It’s been a year since I was given the answer to the question I had been asking.
365 days since I found out exactly what I was up against.
A year since I learned the name of the thing that tries every single day to take my life by taking my health.
A diagnosis may not seem like much, after all it is just a few words.
Mine was :Centralized Sensitization Syndrome- a disorder created and rooted in unresolved or ongoing traumas; causing adrenal functioning chaos in the central nervous system, as well as PTSD symptoms as a mental side effect.
Receiving the information gave me a gift, an invisible one, but one that I wouldn’t have been able to survive this journey without. I would still be searching for the answer to “what is happening to me?”
It gave me understanding, it gave me direction, it gave me hope. I am curable!
An understanding of the past present and future possibilities, both good and bad. Knowing my diagnosis allowed me, for the first time, to comprehend how I would obtain either of the future possibilities. It opened my awareness to choice and intention.
From my diagnosis I was able to stop frantically searching and start doing “the work” all because I wasn’t consumed with looking for an answer anymore.
I could now implement change by utilizing the appropriate knowledge I had acquired about my conditions.
I say using the appropriate knowledge because with my type of condition while you are piecing together everything, if you don’t know to protect your body and adrenal glands- you will end up chasing symptoms of your disease in addition to the symptoms of the side effects of the medication prescribed from each and every practitioner you see for your illness. If you have a chronic illness you will notice that most often, prescribed medications are the only “help” they offer.
The big one I was considering for the symptoms was the big c… ovarian cancer- I have 8/10 of the main symptoms- and the decline in my functioning as my Central Nervous System struggled to survive as I fought. With the increasing number of practitioners I had lining up to refer me on- or simply point blank say that I am not sick enough to qualify for certain treatments known to help my condition.
I was actually terrified of the big c… the probabilities are good; given my family history.
I have cried many tears, and journaled hundreds of pages of gratitude for being curable!
I’ve witnessed that fight, and that loss. I’m grateful to be curable; so grateful that it was found that I have a complex syndrome; and not a biological disease.
But where it gets muddy and really hard to find helpful help is when you have a syndrome or a group of symptoms that are kind of all over the place, like mine.
This is where the systems that are supposed to be in place to protect us; actually become a cycle of abuse for patients who are in need of anything beyond acute care.
Because of the condition of my body and no one really knowing what was happening I chose to protect my body, and questioned every single prescription I was being guided towards.
At first I had my trust in the doctors that were prescribing me these medicines. Until I was at the doctor again chasing a new symptom, was offered another drug to take care of something for sleep… because all of the other pills are making it hard to sleep.
This is when I said enough is enough to symptom chasing prescriptions! My sensitive central nervous system didn’t stand a chance.
A diagnosis of a popular disease typically herds you into a specialized group of people that handle that disease. “Specialists” or for cancer, you go to the cancer centre nearest you; there are even cancer support groups for specific types of cancer etc.
I’m not saying that any of the systems are perfect, because they are far from it… just that there is a hierarchy to illness, and patients are resourced very differently between a popular illness and one like mine that has the specialists for central nervous systems scratching their heads.
Same goes for diabetes, multiple sclerosis, ALS, when you receive a diagnosis for these illnesses there is a path for you to follow. Resourcing is available, and support is immediate or at least available for you to access independently. There is nothing like that for my disorder; or the thousands of other disorders like mine. We have to rely on medical professionals who have never heard of our “new” syndrome.
For those of us who are dealing with the possible pre- cursors to these illnesses- we are largely left to our own devices until we get a “popular” diagnosis.
I see the same struggle across the board with people who live with chronic conditions that are coping just above the threshold that would provide some relief.
It’s like making 1000 over the tax cutoff for any benefit, and having the access to it removed because you tread water better than others do in your situations… not by much; just enough to get fucked over.
At the point of my diagnosis I had already made some pivotal decisions about my life.
Mentally, I had put myself into a position that even if it was something incurable; that I would use every skill I have to live my damn life to the best of my current ability at any given time.
I thought that was a goal that could be in line with being chronically well, or on the path to it every damn day until I got there, on purpose, and in alignment with what helps me heal is where I decided I was heading.
I’ve been heading in the direction of healing trauma for a year now- I’ve made amazing progress in a year, I am so proud of where I am today!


PROBLEM TO SOLVE: Copy the records below exactly, omitting any pictures they contain.

RECORD EXCERPTS:
%%

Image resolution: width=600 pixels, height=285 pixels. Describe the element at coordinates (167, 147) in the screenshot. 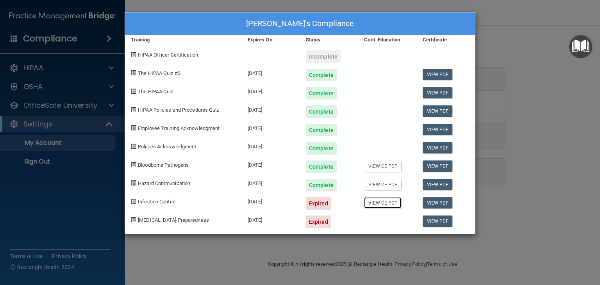

I see `span: Policies Acknowledgment` at that location.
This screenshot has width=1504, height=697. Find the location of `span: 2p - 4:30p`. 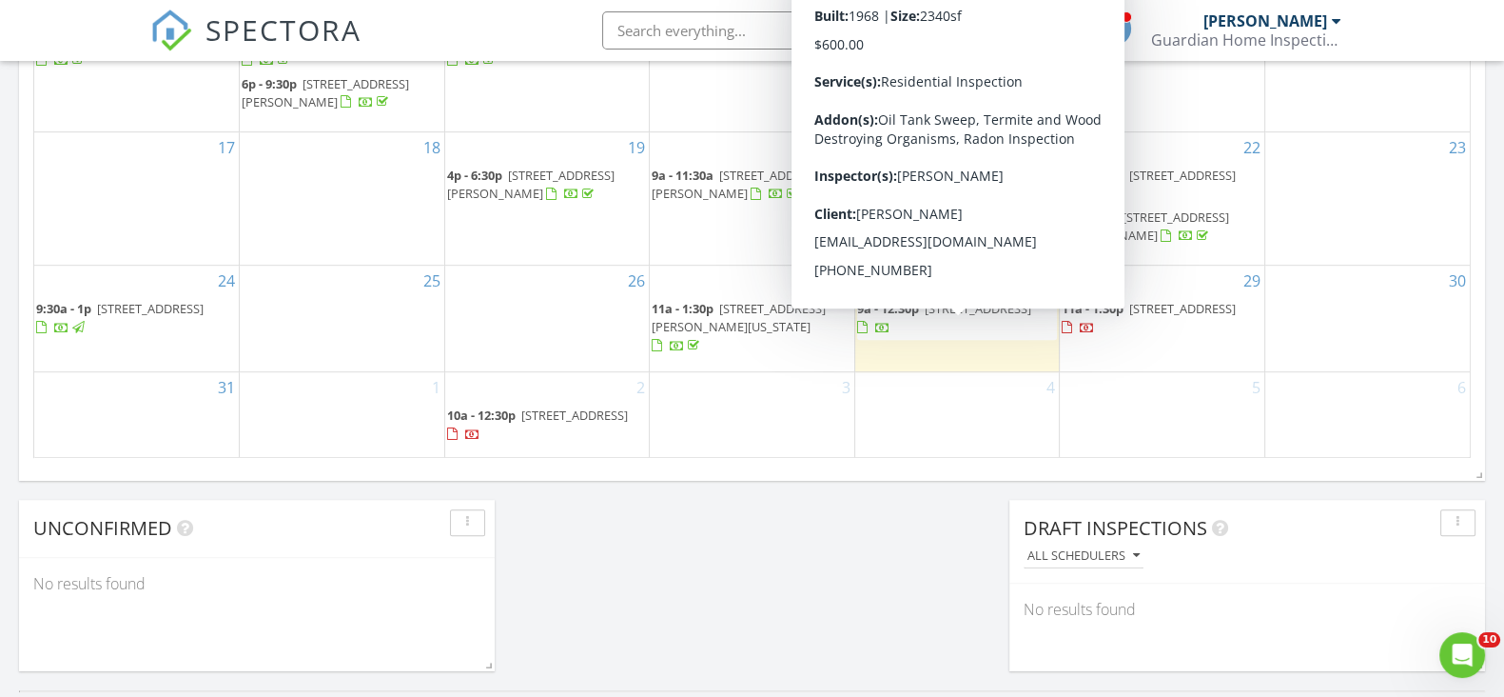

span: 2p - 4:30p is located at coordinates (1090, 217).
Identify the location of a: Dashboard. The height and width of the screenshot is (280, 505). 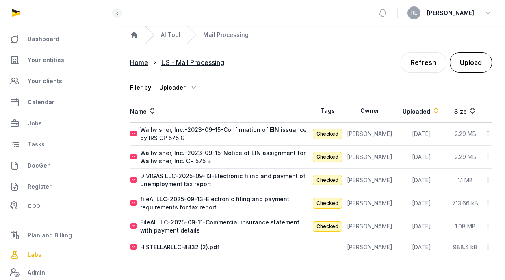
(58, 39).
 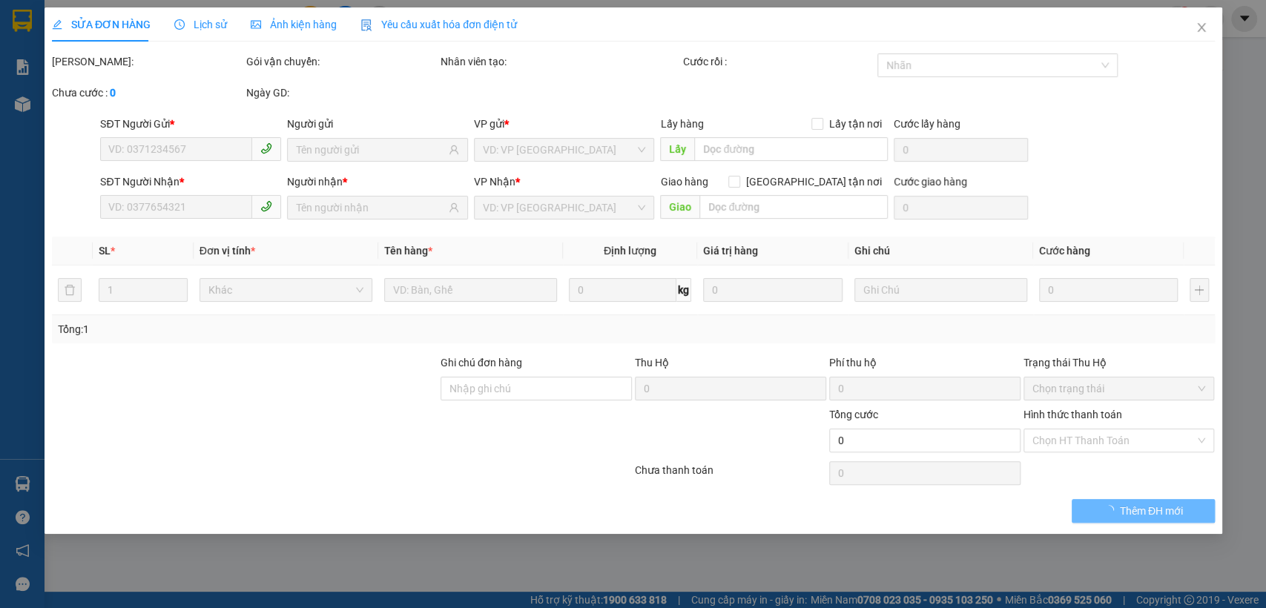 What do you see at coordinates (1150, 511) in the screenshot?
I see `span: Thêm ĐH mới` at bounding box center [1150, 511].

%%

OUTPUT FOR THIS TASK:
Image resolution: width=600 pixels, height=285 pixels. Describe the element at coordinates (167, 147) in the screenshot. 

I see `span: Policies Acknowledgment` at that location.
This screenshot has width=1504, height=697. Find the location of `span: 2p - 4:30p`. 

span: 2p - 4:30p is located at coordinates (1090, 217).
Identify the location of a: Dashboard. The height and width of the screenshot is (280, 505). 
(58, 39).
  What do you see at coordinates (1150, 511) in the screenshot?
I see `span: Thêm ĐH mới` at bounding box center [1150, 511].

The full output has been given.